(Input)
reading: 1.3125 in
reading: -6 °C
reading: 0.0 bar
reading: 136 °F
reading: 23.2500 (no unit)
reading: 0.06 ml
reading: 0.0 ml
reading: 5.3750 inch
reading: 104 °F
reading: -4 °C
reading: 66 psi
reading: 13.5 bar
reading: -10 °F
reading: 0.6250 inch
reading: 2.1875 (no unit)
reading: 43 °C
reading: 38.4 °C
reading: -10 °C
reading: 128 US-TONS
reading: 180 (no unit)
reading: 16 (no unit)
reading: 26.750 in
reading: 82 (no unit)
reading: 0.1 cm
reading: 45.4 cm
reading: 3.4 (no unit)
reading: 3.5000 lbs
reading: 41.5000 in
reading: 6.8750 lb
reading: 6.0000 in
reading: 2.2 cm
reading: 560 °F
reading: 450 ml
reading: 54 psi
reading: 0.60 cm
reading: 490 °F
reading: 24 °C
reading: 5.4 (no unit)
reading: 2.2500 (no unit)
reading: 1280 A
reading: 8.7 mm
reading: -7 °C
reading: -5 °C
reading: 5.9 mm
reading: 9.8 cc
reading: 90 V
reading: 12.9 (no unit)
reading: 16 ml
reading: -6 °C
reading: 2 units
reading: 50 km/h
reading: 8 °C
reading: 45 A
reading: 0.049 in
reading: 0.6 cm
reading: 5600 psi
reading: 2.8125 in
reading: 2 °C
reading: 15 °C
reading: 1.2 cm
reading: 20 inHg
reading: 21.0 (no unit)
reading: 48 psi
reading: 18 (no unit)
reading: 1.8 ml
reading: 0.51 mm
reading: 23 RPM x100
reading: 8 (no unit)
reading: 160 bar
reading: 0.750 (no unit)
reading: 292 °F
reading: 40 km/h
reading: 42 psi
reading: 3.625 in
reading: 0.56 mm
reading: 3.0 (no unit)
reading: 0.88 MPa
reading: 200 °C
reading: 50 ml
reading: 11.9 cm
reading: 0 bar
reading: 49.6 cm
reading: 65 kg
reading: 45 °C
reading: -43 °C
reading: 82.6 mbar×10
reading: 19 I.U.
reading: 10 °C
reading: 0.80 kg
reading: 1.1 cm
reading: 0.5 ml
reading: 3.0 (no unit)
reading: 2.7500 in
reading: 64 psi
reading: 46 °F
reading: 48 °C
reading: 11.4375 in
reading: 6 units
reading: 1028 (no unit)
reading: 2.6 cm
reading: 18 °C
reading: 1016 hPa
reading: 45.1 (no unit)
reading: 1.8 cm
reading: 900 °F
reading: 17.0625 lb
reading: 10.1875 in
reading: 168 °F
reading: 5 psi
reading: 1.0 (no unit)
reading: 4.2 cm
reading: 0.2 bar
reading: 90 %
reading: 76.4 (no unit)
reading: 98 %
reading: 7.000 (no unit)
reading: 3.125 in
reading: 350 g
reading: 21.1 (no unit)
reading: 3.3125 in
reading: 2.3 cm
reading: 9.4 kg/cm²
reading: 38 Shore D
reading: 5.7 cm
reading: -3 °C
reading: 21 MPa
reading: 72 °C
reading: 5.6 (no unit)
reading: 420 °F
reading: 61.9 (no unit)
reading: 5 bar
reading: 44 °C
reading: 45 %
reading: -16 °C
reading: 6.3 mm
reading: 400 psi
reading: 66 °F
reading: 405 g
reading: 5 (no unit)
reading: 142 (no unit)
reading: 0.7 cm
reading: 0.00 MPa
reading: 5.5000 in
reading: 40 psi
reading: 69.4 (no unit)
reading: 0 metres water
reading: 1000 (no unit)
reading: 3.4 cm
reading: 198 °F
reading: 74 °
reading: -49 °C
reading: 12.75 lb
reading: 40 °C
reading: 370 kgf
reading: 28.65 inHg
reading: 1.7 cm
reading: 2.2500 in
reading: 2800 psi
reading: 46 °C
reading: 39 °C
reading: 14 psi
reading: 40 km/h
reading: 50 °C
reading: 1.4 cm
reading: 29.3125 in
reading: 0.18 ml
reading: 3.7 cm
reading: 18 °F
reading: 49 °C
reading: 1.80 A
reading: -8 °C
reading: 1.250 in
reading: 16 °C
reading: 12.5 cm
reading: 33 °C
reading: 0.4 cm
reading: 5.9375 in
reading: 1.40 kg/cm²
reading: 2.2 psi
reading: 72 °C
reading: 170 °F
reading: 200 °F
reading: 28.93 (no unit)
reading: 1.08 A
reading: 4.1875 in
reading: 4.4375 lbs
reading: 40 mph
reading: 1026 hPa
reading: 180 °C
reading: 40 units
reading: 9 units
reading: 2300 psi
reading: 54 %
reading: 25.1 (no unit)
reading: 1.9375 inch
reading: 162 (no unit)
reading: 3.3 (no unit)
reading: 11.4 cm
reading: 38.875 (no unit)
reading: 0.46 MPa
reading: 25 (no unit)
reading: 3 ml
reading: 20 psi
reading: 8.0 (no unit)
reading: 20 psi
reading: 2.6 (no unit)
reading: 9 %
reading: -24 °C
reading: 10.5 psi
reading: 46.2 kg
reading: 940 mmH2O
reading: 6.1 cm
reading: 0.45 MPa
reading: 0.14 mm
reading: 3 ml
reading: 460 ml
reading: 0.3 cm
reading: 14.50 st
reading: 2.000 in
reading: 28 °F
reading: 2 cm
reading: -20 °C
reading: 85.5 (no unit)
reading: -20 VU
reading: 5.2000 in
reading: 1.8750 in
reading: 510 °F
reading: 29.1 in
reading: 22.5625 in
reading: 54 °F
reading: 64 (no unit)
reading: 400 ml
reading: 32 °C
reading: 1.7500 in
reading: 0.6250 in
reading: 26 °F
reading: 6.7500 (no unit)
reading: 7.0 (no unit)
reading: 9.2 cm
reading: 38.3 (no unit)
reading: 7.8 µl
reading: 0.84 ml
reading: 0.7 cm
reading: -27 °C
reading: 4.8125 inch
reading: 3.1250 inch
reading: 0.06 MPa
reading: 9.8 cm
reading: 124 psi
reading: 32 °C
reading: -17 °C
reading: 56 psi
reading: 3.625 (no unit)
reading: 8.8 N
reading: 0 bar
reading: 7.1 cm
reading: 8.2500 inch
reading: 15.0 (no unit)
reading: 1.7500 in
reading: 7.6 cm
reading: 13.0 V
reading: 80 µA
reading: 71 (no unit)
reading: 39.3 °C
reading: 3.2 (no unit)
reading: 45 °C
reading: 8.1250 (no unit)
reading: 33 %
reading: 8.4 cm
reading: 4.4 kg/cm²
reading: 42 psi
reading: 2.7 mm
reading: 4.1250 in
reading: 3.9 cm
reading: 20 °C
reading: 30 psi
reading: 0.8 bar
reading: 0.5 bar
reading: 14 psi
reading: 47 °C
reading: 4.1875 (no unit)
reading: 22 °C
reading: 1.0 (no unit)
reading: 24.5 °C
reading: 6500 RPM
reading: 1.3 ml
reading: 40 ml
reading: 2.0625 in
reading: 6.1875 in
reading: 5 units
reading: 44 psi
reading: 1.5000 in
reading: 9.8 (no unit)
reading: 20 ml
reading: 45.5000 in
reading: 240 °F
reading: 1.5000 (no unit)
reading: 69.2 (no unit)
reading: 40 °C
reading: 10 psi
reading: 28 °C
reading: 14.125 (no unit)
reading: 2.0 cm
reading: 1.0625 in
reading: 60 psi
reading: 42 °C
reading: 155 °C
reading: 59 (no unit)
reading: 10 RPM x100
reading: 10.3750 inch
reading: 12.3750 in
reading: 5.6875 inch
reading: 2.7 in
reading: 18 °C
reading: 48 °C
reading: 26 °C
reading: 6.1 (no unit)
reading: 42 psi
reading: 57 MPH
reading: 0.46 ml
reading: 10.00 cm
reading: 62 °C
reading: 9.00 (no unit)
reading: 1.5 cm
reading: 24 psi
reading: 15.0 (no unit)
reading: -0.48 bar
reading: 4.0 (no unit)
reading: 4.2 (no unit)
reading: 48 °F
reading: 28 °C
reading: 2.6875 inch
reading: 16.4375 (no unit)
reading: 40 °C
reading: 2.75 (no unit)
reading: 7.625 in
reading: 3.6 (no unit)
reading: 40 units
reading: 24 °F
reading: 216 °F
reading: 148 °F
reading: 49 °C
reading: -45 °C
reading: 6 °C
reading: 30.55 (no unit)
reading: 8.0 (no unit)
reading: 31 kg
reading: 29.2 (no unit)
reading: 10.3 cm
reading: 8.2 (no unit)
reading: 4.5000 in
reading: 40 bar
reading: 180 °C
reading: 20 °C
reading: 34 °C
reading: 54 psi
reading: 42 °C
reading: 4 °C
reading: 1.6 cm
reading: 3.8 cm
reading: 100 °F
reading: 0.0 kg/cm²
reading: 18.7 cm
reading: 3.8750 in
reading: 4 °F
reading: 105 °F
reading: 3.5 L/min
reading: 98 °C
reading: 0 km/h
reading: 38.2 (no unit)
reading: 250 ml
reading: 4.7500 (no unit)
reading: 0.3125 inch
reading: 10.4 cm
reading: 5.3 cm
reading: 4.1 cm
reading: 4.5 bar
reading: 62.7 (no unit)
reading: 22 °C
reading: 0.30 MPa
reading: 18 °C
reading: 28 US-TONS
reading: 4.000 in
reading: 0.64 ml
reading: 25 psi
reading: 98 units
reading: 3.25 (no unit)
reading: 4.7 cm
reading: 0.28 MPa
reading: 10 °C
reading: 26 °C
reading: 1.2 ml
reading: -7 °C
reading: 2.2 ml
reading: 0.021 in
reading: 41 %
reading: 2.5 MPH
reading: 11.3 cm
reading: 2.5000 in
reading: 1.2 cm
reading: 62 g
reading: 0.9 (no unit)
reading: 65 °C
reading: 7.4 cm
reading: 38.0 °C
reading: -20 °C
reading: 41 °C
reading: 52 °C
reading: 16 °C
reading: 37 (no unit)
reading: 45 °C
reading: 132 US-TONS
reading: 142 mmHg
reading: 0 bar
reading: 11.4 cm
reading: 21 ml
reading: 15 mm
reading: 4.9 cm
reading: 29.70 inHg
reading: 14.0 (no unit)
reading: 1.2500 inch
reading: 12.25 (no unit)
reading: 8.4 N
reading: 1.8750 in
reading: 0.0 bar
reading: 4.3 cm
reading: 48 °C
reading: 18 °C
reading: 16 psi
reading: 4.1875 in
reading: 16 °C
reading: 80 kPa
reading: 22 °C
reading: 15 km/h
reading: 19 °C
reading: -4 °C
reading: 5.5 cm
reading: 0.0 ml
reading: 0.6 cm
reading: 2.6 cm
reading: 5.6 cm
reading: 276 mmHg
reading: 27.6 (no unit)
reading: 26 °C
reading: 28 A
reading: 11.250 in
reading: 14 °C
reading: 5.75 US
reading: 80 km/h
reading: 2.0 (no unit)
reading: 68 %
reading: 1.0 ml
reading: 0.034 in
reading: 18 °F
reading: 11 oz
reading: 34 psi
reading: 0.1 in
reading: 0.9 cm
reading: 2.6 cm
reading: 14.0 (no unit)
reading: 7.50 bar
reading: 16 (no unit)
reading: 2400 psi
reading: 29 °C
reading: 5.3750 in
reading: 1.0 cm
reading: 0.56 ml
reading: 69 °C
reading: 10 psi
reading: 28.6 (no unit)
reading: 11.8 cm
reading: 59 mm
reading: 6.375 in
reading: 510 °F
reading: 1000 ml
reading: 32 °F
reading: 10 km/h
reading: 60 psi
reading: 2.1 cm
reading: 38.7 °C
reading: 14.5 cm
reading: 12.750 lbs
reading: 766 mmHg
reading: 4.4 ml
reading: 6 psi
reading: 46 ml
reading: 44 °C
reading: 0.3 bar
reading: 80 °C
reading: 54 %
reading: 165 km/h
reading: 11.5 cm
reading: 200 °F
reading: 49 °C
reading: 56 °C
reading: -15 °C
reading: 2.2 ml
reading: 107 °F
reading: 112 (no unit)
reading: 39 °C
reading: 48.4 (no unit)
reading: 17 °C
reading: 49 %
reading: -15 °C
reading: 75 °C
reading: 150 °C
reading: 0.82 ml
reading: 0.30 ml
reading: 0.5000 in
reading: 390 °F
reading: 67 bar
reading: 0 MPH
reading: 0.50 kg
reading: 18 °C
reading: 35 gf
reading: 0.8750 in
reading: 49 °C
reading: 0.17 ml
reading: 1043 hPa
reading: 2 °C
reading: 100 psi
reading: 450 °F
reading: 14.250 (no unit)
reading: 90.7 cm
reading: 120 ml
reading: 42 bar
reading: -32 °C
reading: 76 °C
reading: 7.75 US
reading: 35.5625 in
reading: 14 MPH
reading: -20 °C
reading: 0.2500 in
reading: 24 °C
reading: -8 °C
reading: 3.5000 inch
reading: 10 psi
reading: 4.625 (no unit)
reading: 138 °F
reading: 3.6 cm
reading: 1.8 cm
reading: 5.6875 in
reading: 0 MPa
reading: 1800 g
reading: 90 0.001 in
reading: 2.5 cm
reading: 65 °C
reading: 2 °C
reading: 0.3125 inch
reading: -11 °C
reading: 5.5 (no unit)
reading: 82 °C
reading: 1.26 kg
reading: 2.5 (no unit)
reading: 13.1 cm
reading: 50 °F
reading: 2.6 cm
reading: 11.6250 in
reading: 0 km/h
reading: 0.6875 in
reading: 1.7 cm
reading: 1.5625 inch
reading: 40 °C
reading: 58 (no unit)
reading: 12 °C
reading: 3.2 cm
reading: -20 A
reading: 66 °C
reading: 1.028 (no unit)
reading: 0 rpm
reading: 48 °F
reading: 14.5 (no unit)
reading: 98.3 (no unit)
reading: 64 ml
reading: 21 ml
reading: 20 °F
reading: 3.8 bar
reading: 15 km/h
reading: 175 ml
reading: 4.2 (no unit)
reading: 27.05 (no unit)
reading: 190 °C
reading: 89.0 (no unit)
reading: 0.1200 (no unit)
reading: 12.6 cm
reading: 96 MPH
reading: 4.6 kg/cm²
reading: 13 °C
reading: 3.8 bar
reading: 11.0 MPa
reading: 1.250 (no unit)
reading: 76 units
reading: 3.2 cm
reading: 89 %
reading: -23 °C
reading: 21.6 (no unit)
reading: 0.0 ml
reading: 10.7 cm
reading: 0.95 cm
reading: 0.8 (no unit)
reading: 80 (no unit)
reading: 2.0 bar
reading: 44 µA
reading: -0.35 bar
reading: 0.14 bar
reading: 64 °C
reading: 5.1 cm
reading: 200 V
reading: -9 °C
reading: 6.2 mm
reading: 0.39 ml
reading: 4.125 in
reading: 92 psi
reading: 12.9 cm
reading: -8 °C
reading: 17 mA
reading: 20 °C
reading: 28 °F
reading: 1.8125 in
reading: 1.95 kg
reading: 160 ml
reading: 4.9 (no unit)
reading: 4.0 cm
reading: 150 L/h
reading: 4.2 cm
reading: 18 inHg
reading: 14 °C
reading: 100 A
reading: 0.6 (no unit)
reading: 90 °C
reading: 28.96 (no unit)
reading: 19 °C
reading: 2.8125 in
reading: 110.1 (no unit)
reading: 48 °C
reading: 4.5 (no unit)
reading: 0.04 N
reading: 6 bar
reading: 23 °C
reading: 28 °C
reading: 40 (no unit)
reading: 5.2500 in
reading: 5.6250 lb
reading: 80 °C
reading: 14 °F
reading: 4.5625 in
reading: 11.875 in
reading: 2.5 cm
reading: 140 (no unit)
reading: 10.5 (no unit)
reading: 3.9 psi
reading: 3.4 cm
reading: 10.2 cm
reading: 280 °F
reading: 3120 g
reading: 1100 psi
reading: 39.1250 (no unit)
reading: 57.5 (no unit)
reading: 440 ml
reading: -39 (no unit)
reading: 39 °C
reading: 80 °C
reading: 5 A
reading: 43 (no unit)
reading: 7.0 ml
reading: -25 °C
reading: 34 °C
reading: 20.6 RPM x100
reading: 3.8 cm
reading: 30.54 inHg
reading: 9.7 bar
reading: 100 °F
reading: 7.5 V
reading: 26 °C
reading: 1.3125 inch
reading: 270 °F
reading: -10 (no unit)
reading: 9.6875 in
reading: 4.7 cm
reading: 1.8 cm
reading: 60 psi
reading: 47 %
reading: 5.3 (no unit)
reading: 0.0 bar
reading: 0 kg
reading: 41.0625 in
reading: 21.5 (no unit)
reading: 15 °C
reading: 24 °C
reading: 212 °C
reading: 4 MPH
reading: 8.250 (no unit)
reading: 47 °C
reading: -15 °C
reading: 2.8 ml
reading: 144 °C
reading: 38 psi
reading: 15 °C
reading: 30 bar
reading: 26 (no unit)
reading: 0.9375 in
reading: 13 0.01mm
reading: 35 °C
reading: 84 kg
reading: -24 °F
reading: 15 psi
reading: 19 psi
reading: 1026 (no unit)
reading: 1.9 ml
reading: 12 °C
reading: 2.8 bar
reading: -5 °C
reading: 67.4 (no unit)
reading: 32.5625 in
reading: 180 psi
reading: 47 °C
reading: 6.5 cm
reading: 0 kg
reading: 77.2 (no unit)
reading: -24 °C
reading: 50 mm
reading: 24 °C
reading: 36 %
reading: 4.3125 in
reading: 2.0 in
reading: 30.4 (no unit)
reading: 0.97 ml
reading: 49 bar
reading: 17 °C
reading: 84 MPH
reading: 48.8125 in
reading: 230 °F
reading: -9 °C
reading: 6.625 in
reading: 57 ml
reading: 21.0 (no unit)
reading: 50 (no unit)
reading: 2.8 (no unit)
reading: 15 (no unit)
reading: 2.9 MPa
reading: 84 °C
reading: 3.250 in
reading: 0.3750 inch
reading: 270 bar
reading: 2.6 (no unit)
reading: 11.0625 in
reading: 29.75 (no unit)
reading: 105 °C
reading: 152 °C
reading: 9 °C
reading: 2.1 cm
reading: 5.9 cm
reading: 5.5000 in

(Task)
Working from the listing above, pick out every line that has "units" and copy it.

(Task answer)
reading: 2 units
reading: 6 units
reading: 40 units
reading: 9 units
reading: 5 units
reading: 40 units
reading: 98 units
reading: 76 units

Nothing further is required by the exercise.